The parsefloat routines -- which let us pass NaNs and infinities on to
strto(f|d|ld) -- come from NetBSD.
Also fix LP64's strtold to return a NaN, and fix all the architectures
to return quiet NaNs.
Also fix wcstof/wcstod/wcstold to use parsefloat so they support hex
floats.
Lots of new tests.
Bug: http://b/31101647
Change-Id: Id7d46ac2d8acb8770b5e8c445e87cfabfde6f111
This patch adds more tests for math functions to address coverage
issue of math functions discussed in:
https://android-review.googlesource.com/#/c/49653/https://android-review.googlesource.com/#/c/94780/
These are data sets used in regression tests for the Intel the math library (libm). They were collected over a long period of testing various libm implementations.
The data sets contain function specific data (special and corner cases such as +/-0, maximum/minimum normalized numbers, +/-infinity, QNaN/SNaN, maximum/minimum denormal numbers, arguments that would produce close to overflow/underflow results, known hard-to-round cases, etc), implementation specific data (arguments close to table look-up values for different polynomial approximations, worst cases for range reduction algorithms) and other data with interesting bit patterns.
The reference values are computed with Maple and were converted into hexadecimal format.
Change-Id: I7177c282937369eae98f25d02134e4fc3beadde8
Signed-off-by: Jingwei Zhang <jingwei.zhang@intel.com>
Signed-off-by: Mingwei Shi <mingwei.shi@intel.com>
At the moment our libm is only good enough for a 1 ulp bound on these tests,
but that's better than the 4 ulp bound you get from gtest by default.
I'm not really happy with the multiple structures and corresponding functions,
but at least they mean there's no duplication in the tests themselves, and it
should be easy enough for us to make further improvements in future.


* **EXERCISE DESCRIPTION**
Reproduce the entries word for word but drop every picture.

* **TASK INPUT**
################

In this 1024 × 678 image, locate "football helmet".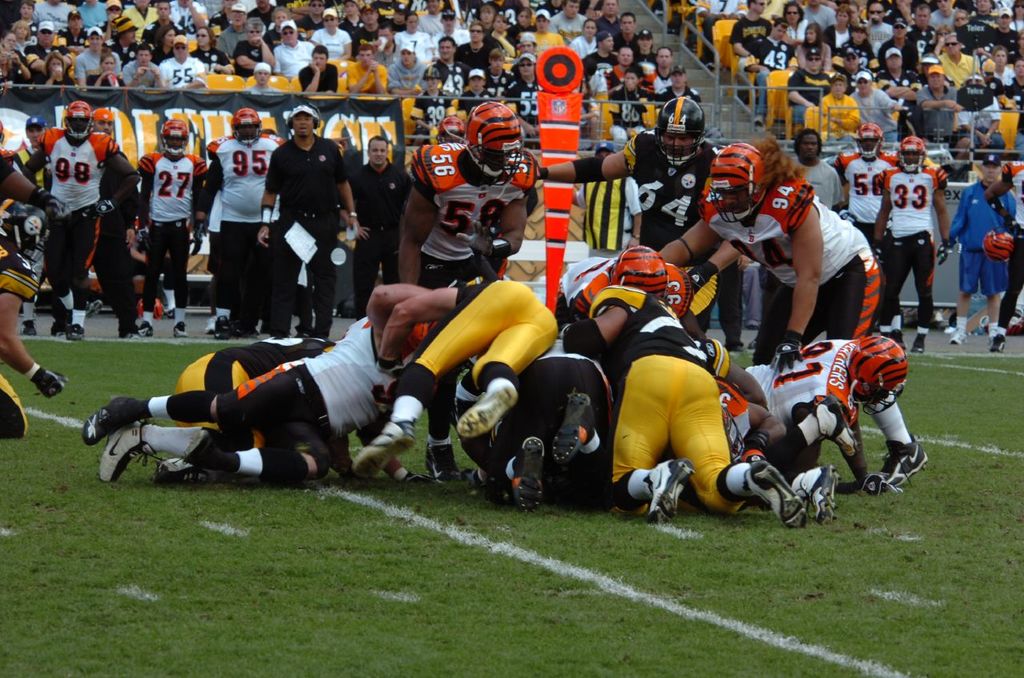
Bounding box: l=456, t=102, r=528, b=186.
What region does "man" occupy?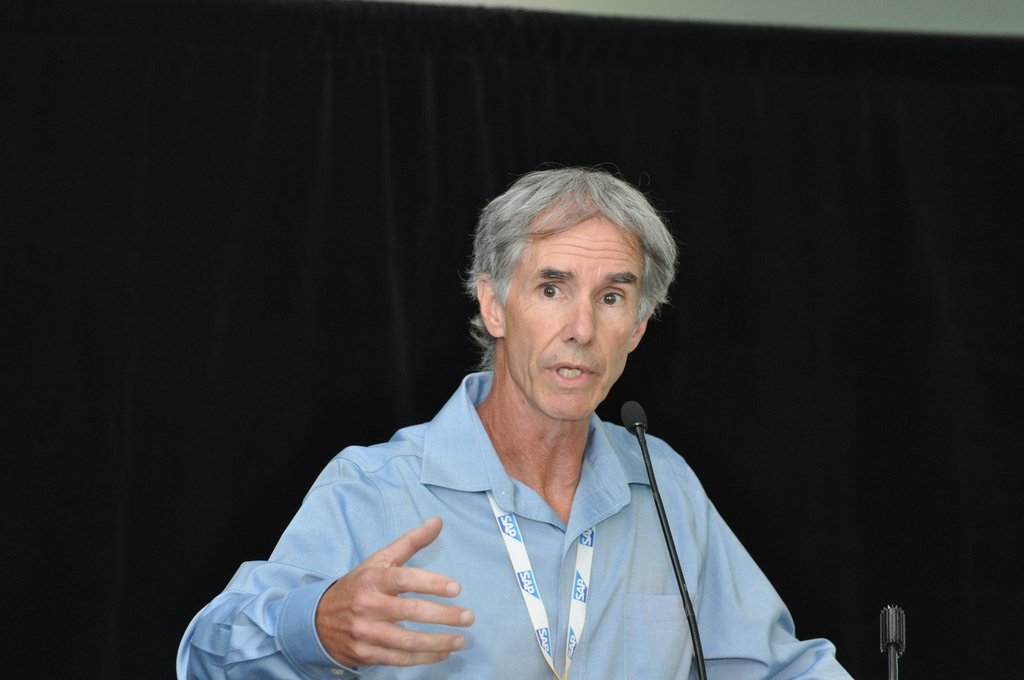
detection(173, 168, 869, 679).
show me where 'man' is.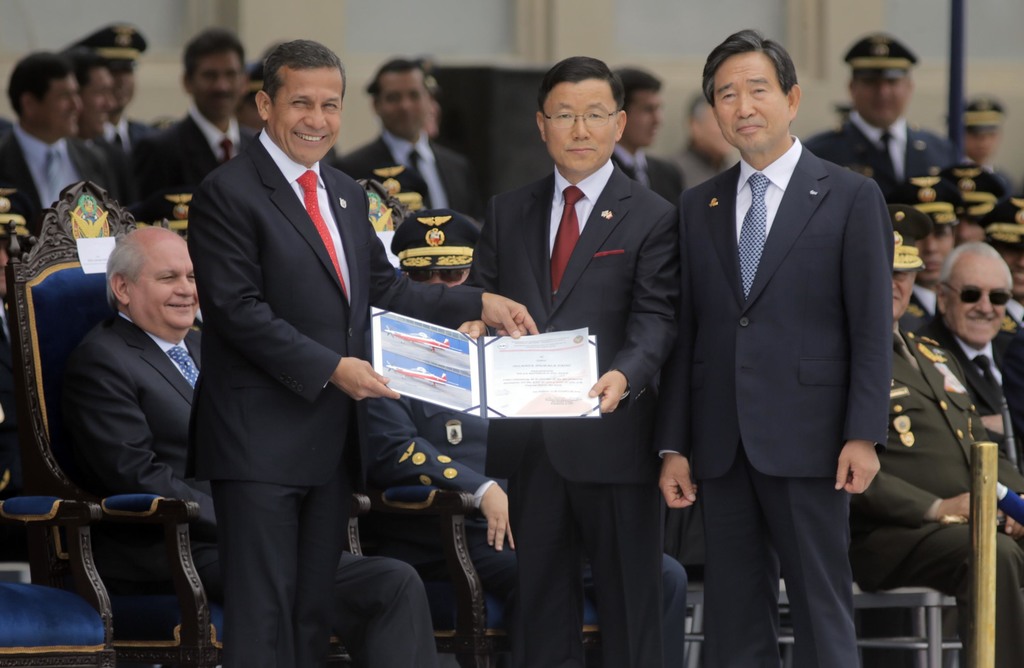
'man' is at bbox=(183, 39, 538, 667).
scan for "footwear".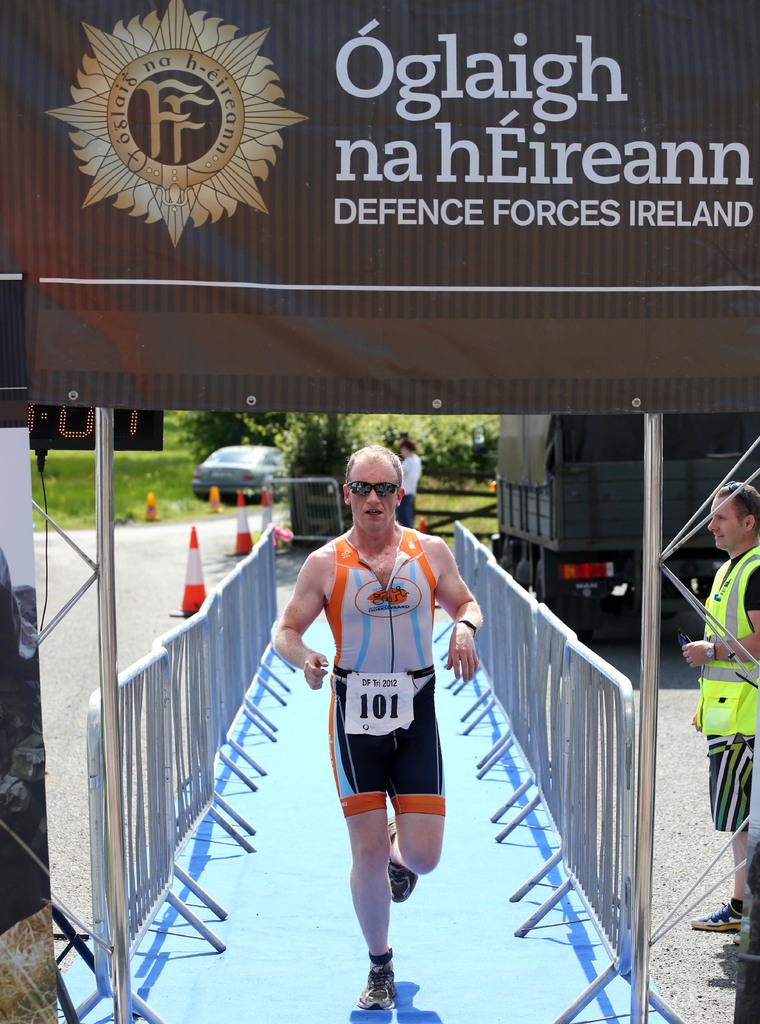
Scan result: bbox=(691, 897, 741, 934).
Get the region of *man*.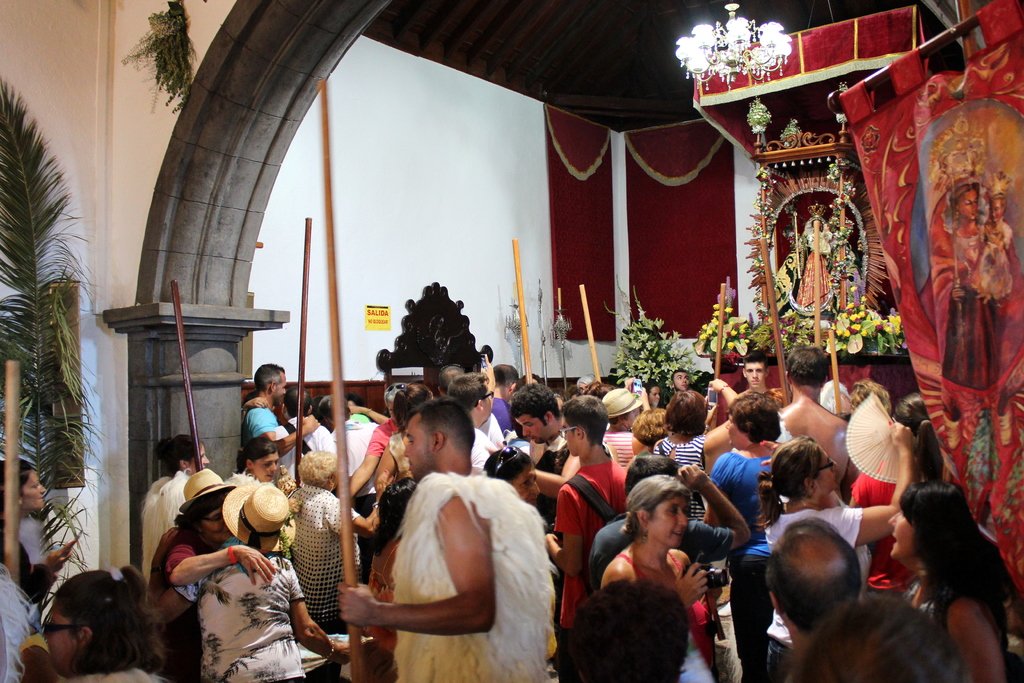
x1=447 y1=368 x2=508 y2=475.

################

* **OUTPUT OF THE TASK**
In this 1024 × 678 image, locate "football helmet".
Bounding box: l=456, t=102, r=528, b=186.
What region does "man" occupy?
detection(173, 168, 869, 679).
show me where 'man' is.
'man' is at bbox=(183, 39, 538, 667).
scan for "footwear".
Scan result: bbox=(691, 897, 741, 934).
Get the region of *man*.
x1=447 y1=368 x2=508 y2=475.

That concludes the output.